Turning insight into impact
Dec 12, 2013
The technological innovations of today are a matter of course tomorrow. The technological innovations of tomorrow are not known today. Organizations have to find a way to deal with the constant stream of technological innovations. Enterprise architecture provides a way of bringing together different developments.
Bringing architectural thinking to new developments such as Agile, Cloud, big data, social media or whatever is next, enables organizations not only to adopt new technologies and solutions but to create real business value from them. This requires, however, active application of architectural thinking. Unfortunately, research indicates that architecture is quite successful in providing insight to organizations, but is less successful in translating these insights into business value. This is illustrated by the outcomes of a survey we held, with 293 respondents.
From: Foorthuis, R., Steenbergen, M. van, Mushkudiani, N., Bruls, W., Brinkkemper, S. and Bos, R.l. (2010), On Course, But Not There Yet: Enterprise Architecture Conformance and Benefits in Systems Development, Proc. of the 31st International Conference on Information Systems (ICIS), 1-19, St. Louis.
In the survey the respondents are asked about the extent to which architecture is a good instrument to achieve certain goals. The answers available are ‘very bad’, ‘bad’, not good, not bad’, ‘good’, ‘very good’ and ‘no answer’.
74.1% of the respondents indicate that, in their organization, architecture is a good or very good instrument to provide insight into the complexity of the organization. However, only 29.4% indicate that architecture is a good or very good instrument to control the complexity of the organization. In the same vein we see a large gap between depicting a clear image of the desired future situation (71.9%) and actually controlling costs (13.4%). There appears to be a substantial gap between knowing and acting.
My personal experience as principal consultant enterprise architecture supports these research outcomes. I encounter many architectural teams that are more concerned with methodologies and getting mandates than with providing value to, and in collaboration with, the organization. This fuels my conviction that we need a paradigm shift in order to make architecture effective. A shift consisting of a number of changes.
In my next posts I will elaborate on these necessary changes.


# Task directions
Looking at the entries, say how many lines contain the string "name". Offer nothing besides the number.

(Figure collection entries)
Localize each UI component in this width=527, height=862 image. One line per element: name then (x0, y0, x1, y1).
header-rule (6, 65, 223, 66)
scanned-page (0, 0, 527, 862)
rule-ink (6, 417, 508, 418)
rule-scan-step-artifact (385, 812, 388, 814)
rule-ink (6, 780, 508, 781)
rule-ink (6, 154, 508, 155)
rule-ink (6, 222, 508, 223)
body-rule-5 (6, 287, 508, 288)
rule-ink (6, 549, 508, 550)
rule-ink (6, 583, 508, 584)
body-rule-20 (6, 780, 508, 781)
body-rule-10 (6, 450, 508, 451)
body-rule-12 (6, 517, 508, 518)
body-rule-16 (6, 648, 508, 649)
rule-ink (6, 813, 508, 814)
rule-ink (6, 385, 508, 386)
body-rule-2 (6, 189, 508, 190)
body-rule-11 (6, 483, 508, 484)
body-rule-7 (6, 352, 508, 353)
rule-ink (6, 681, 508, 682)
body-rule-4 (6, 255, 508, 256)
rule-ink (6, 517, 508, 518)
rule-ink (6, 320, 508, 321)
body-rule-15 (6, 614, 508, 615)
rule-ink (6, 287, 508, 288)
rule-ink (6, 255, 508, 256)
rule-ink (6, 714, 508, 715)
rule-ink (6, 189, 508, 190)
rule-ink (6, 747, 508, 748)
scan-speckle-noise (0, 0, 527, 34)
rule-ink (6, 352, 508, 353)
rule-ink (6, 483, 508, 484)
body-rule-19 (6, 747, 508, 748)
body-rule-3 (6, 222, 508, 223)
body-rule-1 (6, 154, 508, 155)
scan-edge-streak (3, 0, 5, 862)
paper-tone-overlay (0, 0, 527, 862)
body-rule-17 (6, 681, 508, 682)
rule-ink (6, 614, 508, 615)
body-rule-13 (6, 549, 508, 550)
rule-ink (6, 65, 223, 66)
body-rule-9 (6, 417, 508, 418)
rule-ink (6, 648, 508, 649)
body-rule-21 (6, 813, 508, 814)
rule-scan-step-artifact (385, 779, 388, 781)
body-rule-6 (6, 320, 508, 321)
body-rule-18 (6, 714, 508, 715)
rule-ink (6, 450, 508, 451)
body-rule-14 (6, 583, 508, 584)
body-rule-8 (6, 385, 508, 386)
---
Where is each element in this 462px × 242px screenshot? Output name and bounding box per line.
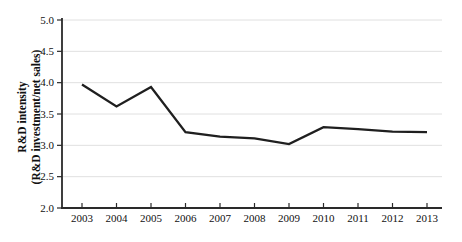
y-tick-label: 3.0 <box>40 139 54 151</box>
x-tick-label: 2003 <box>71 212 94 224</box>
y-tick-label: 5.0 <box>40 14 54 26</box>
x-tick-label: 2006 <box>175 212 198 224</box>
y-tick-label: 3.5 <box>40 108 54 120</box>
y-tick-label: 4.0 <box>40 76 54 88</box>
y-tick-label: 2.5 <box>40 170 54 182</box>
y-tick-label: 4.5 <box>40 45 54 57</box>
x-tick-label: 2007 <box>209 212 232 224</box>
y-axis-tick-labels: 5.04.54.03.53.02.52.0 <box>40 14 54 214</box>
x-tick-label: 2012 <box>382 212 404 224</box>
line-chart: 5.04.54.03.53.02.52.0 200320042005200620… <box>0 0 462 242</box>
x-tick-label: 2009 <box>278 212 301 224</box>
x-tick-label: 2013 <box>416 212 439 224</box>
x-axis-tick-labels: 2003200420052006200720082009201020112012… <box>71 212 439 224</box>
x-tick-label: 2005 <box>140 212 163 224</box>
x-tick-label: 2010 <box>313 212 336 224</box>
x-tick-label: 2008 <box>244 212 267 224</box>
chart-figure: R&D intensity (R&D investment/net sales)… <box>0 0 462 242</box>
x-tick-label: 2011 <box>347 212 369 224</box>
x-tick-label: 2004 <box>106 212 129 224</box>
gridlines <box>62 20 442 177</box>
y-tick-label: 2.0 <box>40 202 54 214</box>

# Exercise result
2